Samuel: Two things. First, it takes 10 years to be an overnight success. Are you willing to work on your idea for at least 10 years to start seeing the fruits of your labor? Five years for Airbnb, eight years for Amazon. On average, 10 years before significant results. Plan your patience accordingly.

Second, four C's. Competency. Consistency. Community. Character. Every successful entrepreneur I've studied lives those four. Bill Gates says if you're not spending at least five hours a week reading, you're being irresponsible. Warren Buffett spends 80% of his time reading. Brand recognition is built through consistency. McDonald's in Brixton tastes like McDonald's in Victoria. That's the standard. Community is the people who believe in your idea and champion it. Apple has it. Every great brand has it. And character. Brand is built off trust. If someone doesn't trust you, they will never part with their money.

ChaiNet's Hot Take: Competency. Consistency. Community. Character. Save this. Tape it to the wall above your desk. Most founders will skip one of the four and wonder why their startup never lifts off. Every category leader is just someone who refused to skip any.

Q: Five years from now, what does Ilana look like?

Samuel: A global brand. To be a brand that supports designers regardless of where they are. To help them scale and build. We want to be the Shopify of West Africa. That's the goal. Obviously Shopify has a different business model, but to be recognized at that level. To put Black designers at the forefront of fashion and let people know we're here to stay. Off the back of that, build an agency that supports startups from ground level to success. World domination, hopefully.
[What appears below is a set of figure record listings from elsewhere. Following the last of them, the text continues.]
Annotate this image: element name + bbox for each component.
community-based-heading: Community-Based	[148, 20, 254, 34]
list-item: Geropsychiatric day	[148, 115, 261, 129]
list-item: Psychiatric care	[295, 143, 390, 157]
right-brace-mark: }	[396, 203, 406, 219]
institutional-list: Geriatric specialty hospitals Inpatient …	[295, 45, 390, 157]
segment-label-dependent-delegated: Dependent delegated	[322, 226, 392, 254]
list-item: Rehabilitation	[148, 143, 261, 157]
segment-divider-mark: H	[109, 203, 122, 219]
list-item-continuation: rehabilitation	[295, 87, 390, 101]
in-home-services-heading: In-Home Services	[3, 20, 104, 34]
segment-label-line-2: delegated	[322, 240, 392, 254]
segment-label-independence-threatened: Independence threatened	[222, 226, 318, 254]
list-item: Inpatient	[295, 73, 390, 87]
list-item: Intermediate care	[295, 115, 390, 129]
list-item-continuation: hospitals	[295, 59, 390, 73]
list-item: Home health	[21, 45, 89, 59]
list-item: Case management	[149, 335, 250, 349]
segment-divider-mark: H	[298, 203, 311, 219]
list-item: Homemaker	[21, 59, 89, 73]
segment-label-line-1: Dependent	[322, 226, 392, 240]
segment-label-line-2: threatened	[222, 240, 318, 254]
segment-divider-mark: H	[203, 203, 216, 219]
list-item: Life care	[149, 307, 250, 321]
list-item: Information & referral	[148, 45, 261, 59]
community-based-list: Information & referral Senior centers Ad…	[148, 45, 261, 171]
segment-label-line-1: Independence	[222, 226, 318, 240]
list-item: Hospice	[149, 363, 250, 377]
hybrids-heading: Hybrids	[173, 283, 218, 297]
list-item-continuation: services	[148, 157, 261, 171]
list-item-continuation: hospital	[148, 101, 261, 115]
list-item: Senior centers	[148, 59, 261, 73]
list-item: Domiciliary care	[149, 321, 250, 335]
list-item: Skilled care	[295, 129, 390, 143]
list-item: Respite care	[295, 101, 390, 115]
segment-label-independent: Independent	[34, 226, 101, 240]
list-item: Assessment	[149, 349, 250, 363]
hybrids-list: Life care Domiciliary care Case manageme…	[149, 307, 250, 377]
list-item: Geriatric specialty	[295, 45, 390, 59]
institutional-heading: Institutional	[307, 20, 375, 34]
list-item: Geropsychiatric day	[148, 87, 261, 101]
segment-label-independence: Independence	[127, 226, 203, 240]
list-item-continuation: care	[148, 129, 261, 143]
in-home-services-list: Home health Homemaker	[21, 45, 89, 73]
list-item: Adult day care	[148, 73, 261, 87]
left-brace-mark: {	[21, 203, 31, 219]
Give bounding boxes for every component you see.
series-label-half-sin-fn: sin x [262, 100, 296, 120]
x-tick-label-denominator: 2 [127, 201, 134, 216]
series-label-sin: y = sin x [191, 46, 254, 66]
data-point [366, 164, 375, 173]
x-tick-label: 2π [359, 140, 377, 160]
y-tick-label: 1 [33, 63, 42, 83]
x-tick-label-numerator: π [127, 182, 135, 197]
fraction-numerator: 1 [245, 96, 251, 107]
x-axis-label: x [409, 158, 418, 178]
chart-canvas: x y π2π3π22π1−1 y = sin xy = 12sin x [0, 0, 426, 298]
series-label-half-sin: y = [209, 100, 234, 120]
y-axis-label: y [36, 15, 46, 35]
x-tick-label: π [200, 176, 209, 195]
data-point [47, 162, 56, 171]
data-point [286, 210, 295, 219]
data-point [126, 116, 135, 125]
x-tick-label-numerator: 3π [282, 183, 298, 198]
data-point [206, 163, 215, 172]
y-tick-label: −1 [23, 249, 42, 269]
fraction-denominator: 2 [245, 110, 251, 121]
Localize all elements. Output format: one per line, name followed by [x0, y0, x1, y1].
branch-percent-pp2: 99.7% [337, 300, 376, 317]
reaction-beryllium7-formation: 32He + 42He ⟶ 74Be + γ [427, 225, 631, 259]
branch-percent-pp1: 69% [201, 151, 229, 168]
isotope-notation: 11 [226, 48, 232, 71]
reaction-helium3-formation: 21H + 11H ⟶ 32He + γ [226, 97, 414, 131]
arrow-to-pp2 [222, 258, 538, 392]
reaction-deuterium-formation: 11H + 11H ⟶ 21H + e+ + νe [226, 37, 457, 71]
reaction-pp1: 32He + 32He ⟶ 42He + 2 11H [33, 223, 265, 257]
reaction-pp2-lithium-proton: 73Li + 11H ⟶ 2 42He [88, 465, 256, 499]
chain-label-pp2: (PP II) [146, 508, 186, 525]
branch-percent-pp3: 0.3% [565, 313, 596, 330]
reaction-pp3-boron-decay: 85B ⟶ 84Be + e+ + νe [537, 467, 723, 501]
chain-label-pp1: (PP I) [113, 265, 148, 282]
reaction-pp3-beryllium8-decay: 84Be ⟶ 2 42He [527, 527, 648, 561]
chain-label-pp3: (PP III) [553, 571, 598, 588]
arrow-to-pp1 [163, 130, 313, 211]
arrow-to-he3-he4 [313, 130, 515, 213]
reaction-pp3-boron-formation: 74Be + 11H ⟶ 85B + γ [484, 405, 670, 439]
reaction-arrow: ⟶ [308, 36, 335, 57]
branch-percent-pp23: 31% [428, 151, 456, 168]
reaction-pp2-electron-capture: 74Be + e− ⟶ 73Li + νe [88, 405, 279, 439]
ChaiNet's Hot Take: Defining "global" as supporting designers in every geography, not selling to consumers in every geography, is the truer mission. Most founders confuse export with reach. Samuel's frame is the harder, slower, more enduring one.

Final Thoughts: Pathways, Not Shortcuts

Samuel's reframe: "It takes 10 years to be an overnight success. The four C's are competency, consistency, community and character. Anyone who tells you they've built a startup without all four is lying."

The bottom line: Samuel's story is the playbook for any founder building in a market that's been overlooked. Notice the gap. Build the platform. Make the access free until the network is too valuable to copy. Use the cheapest channels that already work for your customer, not the trendiest ones in the press. Lead by serving. Stay scrappy. Authenticity is the moat.

For founders who lost a business in 2020 or are losing one now, Ilana is the proof that the next one is closer than you think. Six months from a tweet to a launched marketplace is not a fluke. It's what happens when a founder with a decade of pattern recognition stops mourning and starts building.

For everyone watching the Black fashion category and emerging-market e-commerce more broadly, Samuel's bet is worth paying attention to. Designers in West Africa, the UK, and the diaspora have always had the talent. They just needed the pathway. Ilana is one of the few platforms actually building it.

Q: How can people connect with you and learn more about Ilana?

Samuel: You can find Ilana at ilana.uk. If you're a fashion designer looking for mentorship, especially in West Africa, please join the community. If you're outside West Africa, you can still reach out, and we'll help you figure things out. You can find me on LinkedIn for any direct conversations about the business, the mission, or the journey. Whether you're a customer, a designer, or just someone interested in the work, please come and engage. The platform is built to be a pathway. Walk it with us.

Final words: Samuel didn't bounce back from COVID with a new pitch deck. He bounced back with a new mission. Ilana exists because his mother didn't get to see her work sold globally, and he refused to let that be the case for the next generation of Black fashion designers. The four C's and the 10-year clock aren't motivational poster lines. They're how every great business actually gets built. Authenticity over budget. Service over status. Community over campaigns. The pathway is real. The work is the price.